Since the turn of the century, China has become a critical driving force for the transformation of international development cooperation thanks to its long tradition of providing aid and taking part in South-South cooperation. China has been constantly consolidating the foundation for international development cooperation by supporting the UN-centered international system, regional cooperation mechanisms such as the Belt and Road Initiative, China-Africa, China-Arab and China-Latin America cooperation mechanisms and the South-South Cooperation Assistance Fund.

The novel coronavirus outbreak has caused changes in the international landscape. Amid this common challenge, the idea of building a community with a shared future for mankind has won wider international support.

In the meantime, deep-seated problems have become more prominent, resulting in mounting instability and uncertainties. Imbalanced development within the developed countries has triggered unilateralism and protectionism; COVID-19 has led to the first rise in the global extreme poverty rate in over 20 years.
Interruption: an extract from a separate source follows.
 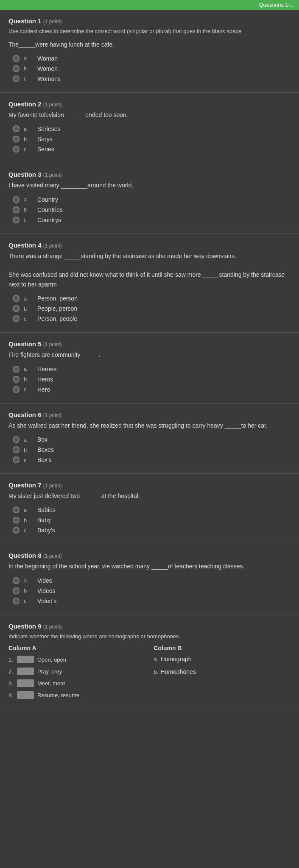 I want to click on q1-instruction: Use context clues to determine the corre…, so click(x=149, y=31).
The global development system is facing major changes as developed nations lose the momentum to lead global development.

As the world's largest developing country, China has been making great contributions to the development and the global cause of poverty reduction, by eliminating absolute poverty in the country, contributing over 70 percent of the global poverty reduction.

China is also supporting the poverty alleviation endeavor of other developing countries, especially the least developed ones, by providing assistance with no political strings attached. Since it began doing so over 60 years ago, China has provided nearly 400 billion yuan ($61.84 billion) in foreign aid to 166 countries and international organizations, dispatched over 600,000 foreign assistance personnel, and announced seven times unconditional cancellation of mature government interest-free loans for heavily indebted poor countries and the least developed countries. China has been vigorously providing medical assistance to 69 countries in Asia, Africa, Latin America, the Caribbean area and Oceania and offered assistance to over 120 developing countries to help them achieve the UN Millennium Development Goals. In 2018, China upgraded its foreign assistance model by setting up the China International Development Cooperation Agency. China's international development governance experience has provided road maps and effective pathways on how to turn the concept of building a community with a shared future for mankind into concrete actions.
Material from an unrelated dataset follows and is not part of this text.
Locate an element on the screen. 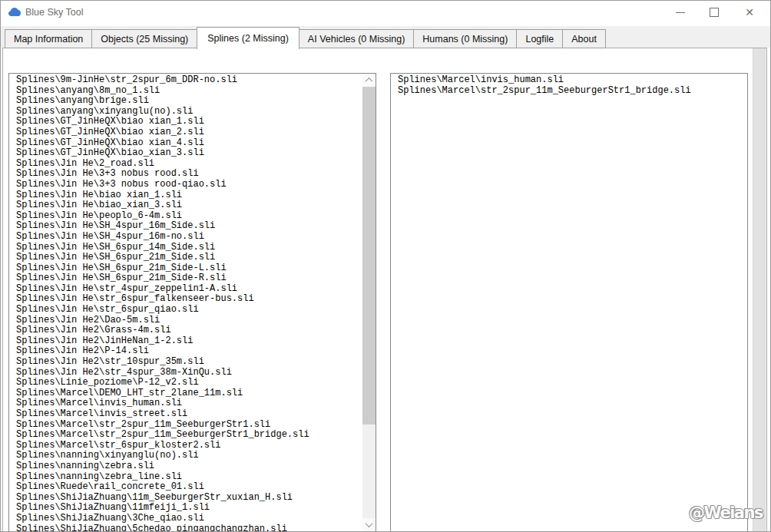 The image size is (771, 532). watermark: @Weians is located at coordinates (726, 513).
To start with, traditional global development assistance, under the leadership of the Bretton Woods institutions, has always imposed Western standards and political strings upon developing countries, resulting in unequal relations between the aid-giving nations and the recipient countries and widening instead of narrowing the South-North gap. Over the past six decades, China has respected and supported every developing country choosing its own development path suited to its own national conditions, and it has emphasized the alignment of international development cooperation with local economic development plans. Only by fully enjoying independence in self-development can the initiative of developing countries be fully exploited to realize better growth.
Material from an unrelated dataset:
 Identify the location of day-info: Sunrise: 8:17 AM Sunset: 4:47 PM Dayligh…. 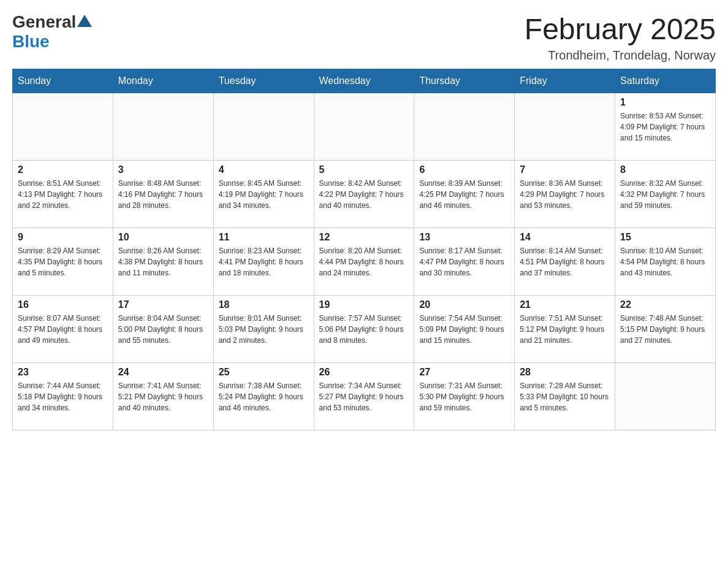
(464, 262).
Second, China is strengthening its capacity building cooperation with countries in need, especially in supporting the enhancement of governance, planning and industrial development capacity. In 2015, China established the South-South Cooperation Assistance Fund and Institute of South-South Cooperation and Development. As of 2018, China had implemented over 200 development cooperation projects in over 30 countries in the fields of disaster relief, healthcare, environmental protection and climate change response.

China is sharing its development experience and knowledge with other developing countries to bolster their self-development capabilities.

Third, China has been promoting the alignment between the Belt and Road Initiative and global development partnerships. Chinese President Xi Jinping proposed the Belt and Road Initiative to further expand and promote China's opening-up to the outside world. He has pointed out that jointly building the Belt and Road to achieve strategic alignment and mutual complementarity among countries and meet the challenges facing the global economy is in the interests of the global community. Alongside greater progress in creating a multipolar world, economic globalization and cultural diversity, people have a deeper understanding of the fact that the Belt and Road Initiative, an important platform for practicing the vision of building a global community with a shared future for mankind, is of great significance and value for solving the dysfunctions, imbalances and disorders in global development governance.

Fourth, economic globalization cannot move forward without international cooperation and coordinated governance. The UN 2030 Agenda for Sustainable Development is a globally recognized series of development objectives. China has realized effective alignment with the UN development system in eradicating poverty, improving food security, accelerating healthcare development, ensuring high-quality education, and promoting ecological conservation and environmental protection. In the meantime, China is striving to seek institutional innovations in the global development system and promote the transformation of the current global development system.

The author is director of the International Development Institute at Nankai University.The author contributed this article to China Watch, a think tank powered by China Daily. The views do not necessarily reflect those of China Daily.